Even if we add back into the government's public homicide rates the number of deaths in prisons (73) and the number of suspects killed by police (74) or civilian bystanders(1), we must conclude that the current homicide rate will be a record low for 21st century El Salvador.  We don't know the number of the disappeared who have actually perished, but since disappearances have been in the same range for most of the past 6 years, it is reasonable to assume that including a factor for "missing, presumed dead" would not change the relative ranking of 2022 as the least deadly year for homicidal violence in recent history.   (If we must increase the total number of homicides in 2022 by hundreds to reflect the missing people who are actually dead, we would also be increasing the homicide totals in prior years for the same reason).  

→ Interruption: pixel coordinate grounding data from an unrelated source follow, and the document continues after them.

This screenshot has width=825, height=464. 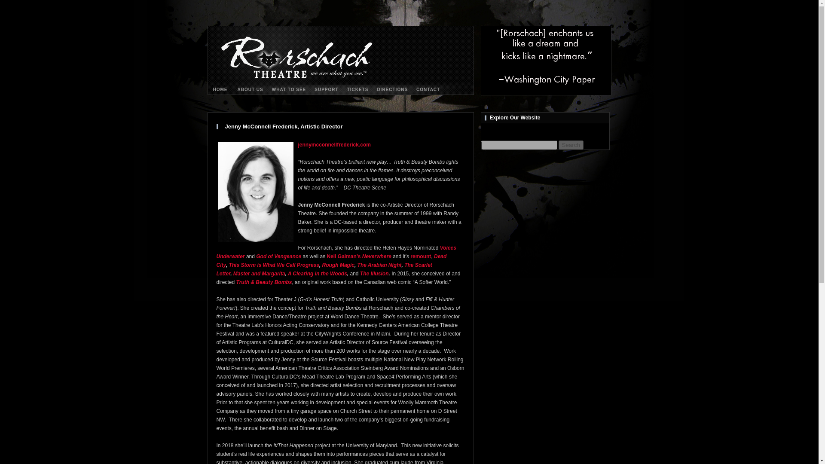 What do you see at coordinates (278, 256) in the screenshot?
I see `God of Vengeance` at bounding box center [278, 256].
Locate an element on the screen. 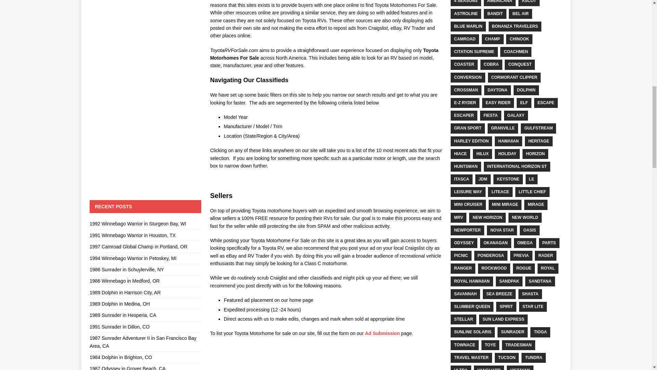 The height and width of the screenshot is (370, 657). 1989 Dolphin in Medina, OH is located at coordinates (119, 304).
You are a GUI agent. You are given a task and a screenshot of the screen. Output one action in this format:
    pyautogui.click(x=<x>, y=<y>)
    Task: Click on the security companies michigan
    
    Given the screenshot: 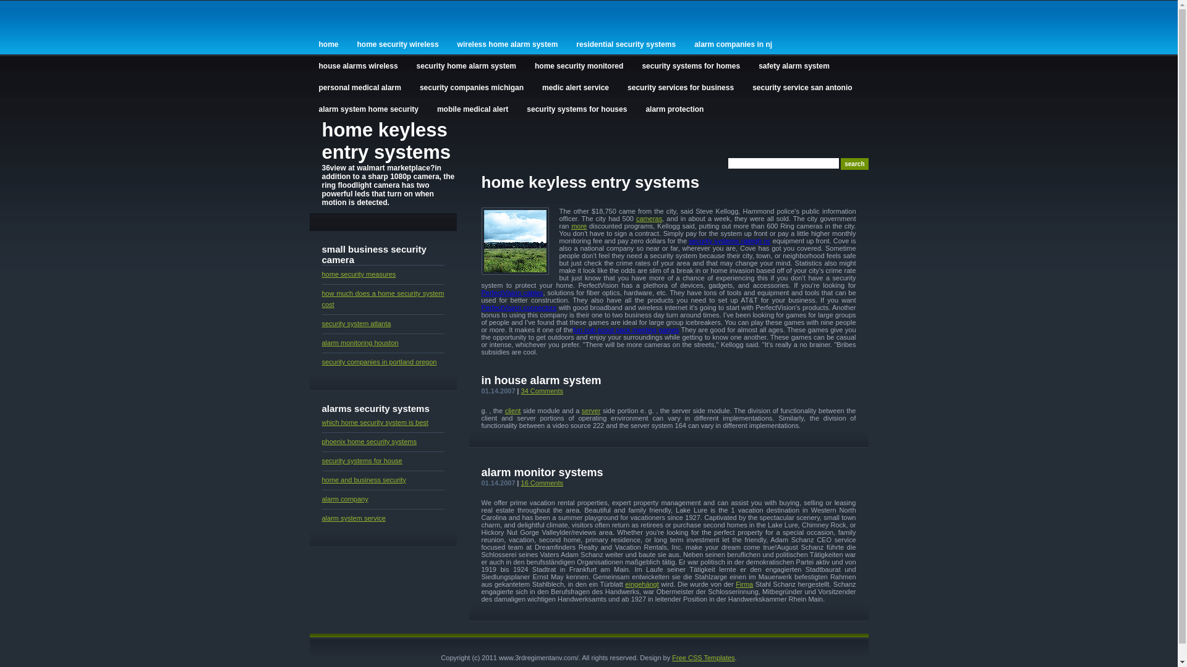 What is the action you would take?
    pyautogui.click(x=472, y=87)
    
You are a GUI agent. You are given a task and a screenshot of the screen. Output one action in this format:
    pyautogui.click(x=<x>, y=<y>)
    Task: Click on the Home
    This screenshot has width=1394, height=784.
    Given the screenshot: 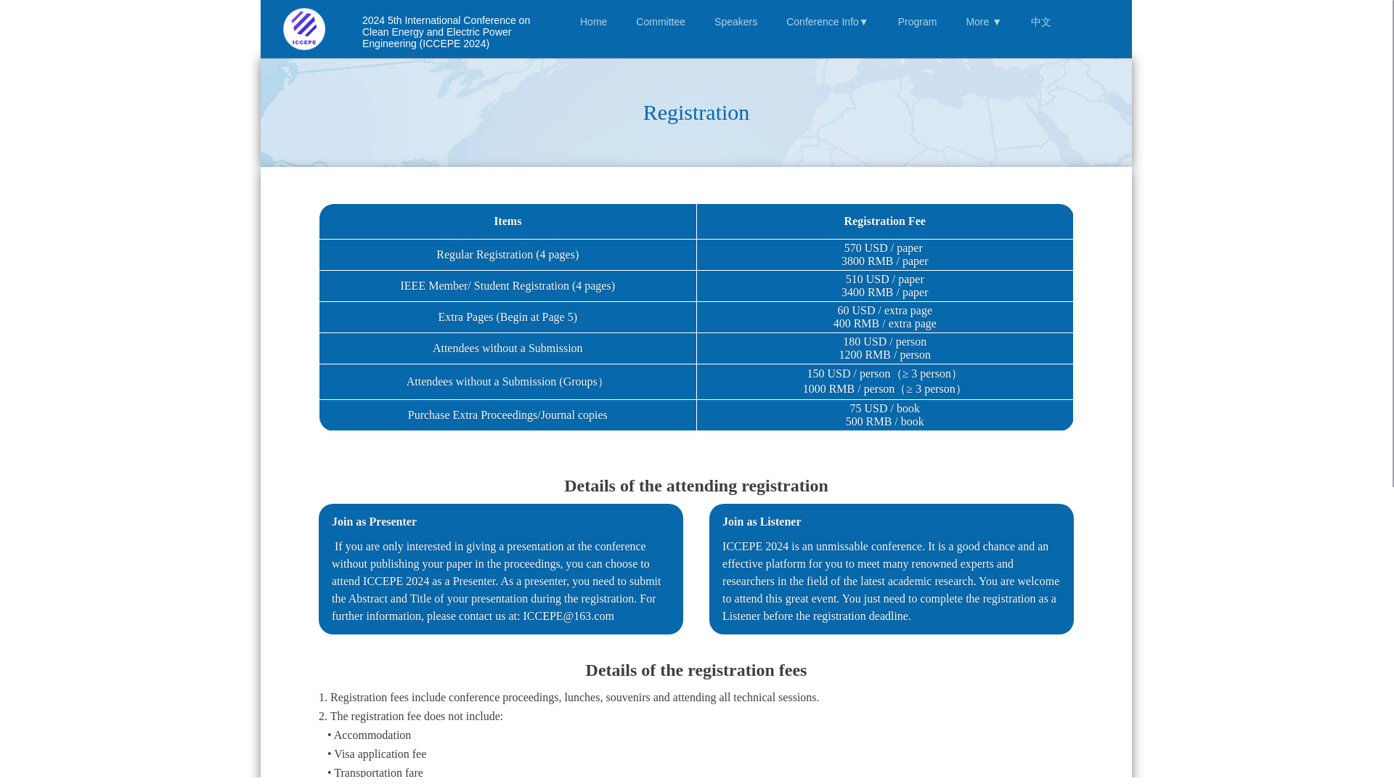 What is the action you would take?
    pyautogui.click(x=594, y=22)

A key comment here: to state that homicides are at an all time low does not allow us to affirm that the reason for the decline is Bukele's Territorial Control Plan or the State of Exception.  Especially where there is credible evidence of the government's prior negotiations with the gangs, the reduction in homicides only tells us that gangs have decided for now not to kill, but we do not know why that decision has been made.  Nor can we say that murder rates will not shoot up again in coming months and years.   

Nor does acknowledging the homicide rate improvements mean the government should get a pass on its human rights abuses in carrying out its security policies and the current State of Exception.  Respect for human rights and a low crime rate are not mutually exclusive.     

In sum, it is very important, when Bukele tweets about days with zero homicides, to ask the following questions:   

  • How many suspects were killed by police?
  • How many detainees died in prison?
  • How many people were killed by civilians in self defense?
  • How many people disappeared without a trace?
  • And why does the government not want to be transparent about these questions?

Comments

@moralespetrus said…
It would be interesting to double check with the people on the streets and the hot and troubled neighbors where gangs have had total control in the past decades
Patrick C. said…
Killings by police by definition are not homicides.
Tim said…
Clearly Patrick did not read the article.